The rule base is generated by compiling the .drl file and then stored in a serialized form
in a blob in the database.
When a process instance needs to compute task assignments, it pulls the stored rule base
from the db, creates a new working memory and requests the authorization seeder for
seeding objects.
The seeder is a generic interface that is implemented by a bean in my business domain of
which the main method just returns a list of Objects to be asserted into the working
memory (as static facts). In my case it returns the list of Individuals. All 3000 of them,
actually, therefore my attempt to keep a live working memory during the life time of the
process instance... Which fails because of the sheer size of it. (Serialization stack
overflow... I tried to use the JBoss serializer but JBoss Rules does not have an interface
that works with JBoss serialization...)
Then the BPM engine asserts wrappers (more simplified objects) for all existing swimlane
instances and their pooled actors. Fires the rules and re-aligns the process swimlane and
task instances with the content of the working memory.
So the rules import the business objects and the interfaces of the simplified swimlanes
and pooled actors. The latter are in the api of my BPM engine.
This means that the space the rules live in is entirely abstracted from the specific
library that implemented the rule engine. Just thought that would make it more generic. Of
course the rule language and rule base compilation is dedicated for JBoss Rules.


Report back every line from the entries below in which the word "bottom" occurs.

» **Source material**
============================================================
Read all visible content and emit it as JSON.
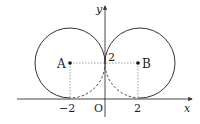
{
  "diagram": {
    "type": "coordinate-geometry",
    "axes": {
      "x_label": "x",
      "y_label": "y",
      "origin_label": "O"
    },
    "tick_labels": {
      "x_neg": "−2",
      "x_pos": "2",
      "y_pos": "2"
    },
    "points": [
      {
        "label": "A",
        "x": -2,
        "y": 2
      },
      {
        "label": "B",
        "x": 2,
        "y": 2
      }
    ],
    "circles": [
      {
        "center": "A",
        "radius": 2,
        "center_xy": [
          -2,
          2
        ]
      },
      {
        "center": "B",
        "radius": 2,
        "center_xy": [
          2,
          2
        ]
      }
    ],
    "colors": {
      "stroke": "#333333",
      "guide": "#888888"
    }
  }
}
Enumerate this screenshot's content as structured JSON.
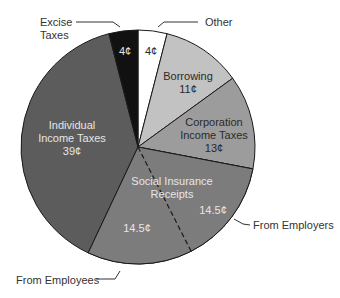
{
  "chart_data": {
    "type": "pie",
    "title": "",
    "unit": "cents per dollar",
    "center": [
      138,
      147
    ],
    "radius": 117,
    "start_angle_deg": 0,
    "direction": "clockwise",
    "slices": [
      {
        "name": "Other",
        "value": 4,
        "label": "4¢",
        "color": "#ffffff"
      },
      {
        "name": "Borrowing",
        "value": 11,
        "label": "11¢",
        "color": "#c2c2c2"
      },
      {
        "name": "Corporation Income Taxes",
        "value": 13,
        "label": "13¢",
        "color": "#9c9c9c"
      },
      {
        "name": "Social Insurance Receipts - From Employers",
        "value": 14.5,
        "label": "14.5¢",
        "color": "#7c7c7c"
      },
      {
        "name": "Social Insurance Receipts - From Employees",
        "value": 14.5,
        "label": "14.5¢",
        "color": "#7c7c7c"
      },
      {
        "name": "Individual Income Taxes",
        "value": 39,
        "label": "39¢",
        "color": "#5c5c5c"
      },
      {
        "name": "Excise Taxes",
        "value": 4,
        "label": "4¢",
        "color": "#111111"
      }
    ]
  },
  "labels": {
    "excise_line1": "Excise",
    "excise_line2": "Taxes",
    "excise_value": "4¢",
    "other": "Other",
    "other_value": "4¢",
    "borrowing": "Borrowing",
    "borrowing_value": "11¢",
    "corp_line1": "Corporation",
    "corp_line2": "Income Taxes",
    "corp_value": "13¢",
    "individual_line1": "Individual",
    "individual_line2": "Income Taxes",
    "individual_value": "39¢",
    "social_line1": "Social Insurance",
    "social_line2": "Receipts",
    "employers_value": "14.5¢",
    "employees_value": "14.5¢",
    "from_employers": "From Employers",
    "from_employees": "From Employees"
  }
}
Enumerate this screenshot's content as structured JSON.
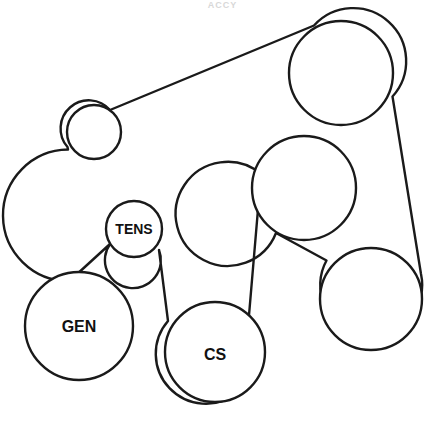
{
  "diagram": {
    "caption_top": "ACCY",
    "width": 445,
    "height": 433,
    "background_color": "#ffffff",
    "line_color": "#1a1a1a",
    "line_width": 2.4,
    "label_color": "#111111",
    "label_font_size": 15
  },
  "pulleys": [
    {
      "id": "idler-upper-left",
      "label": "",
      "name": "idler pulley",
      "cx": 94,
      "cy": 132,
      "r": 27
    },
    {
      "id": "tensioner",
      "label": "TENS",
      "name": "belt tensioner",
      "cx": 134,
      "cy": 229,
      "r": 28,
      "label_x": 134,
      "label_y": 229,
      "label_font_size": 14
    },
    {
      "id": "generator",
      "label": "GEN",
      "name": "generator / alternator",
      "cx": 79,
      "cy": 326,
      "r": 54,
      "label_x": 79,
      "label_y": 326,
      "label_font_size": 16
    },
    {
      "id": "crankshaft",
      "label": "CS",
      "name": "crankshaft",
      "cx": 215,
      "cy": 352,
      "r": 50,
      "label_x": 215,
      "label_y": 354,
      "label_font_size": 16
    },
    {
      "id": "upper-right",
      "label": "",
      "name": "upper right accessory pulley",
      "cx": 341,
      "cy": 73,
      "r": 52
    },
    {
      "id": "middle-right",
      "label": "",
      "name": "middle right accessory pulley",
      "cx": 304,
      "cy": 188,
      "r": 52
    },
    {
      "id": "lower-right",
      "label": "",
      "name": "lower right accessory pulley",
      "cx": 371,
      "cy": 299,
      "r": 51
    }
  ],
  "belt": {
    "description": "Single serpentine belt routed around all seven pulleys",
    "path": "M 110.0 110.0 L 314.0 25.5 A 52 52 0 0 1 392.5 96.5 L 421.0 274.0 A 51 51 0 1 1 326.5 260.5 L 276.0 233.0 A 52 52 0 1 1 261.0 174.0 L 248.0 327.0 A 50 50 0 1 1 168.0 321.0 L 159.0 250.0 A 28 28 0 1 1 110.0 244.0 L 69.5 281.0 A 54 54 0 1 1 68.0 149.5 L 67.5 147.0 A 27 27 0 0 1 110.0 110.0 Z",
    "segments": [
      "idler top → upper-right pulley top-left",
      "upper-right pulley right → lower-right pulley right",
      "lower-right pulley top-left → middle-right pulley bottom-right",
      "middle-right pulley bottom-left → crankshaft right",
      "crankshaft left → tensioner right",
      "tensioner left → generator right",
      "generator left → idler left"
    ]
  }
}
============================================================
» **Written solution**
      "lower-right pulley top-left → middle-right pulley bottom-right",
      "middle-right pulley bottom-left → crankshaft right",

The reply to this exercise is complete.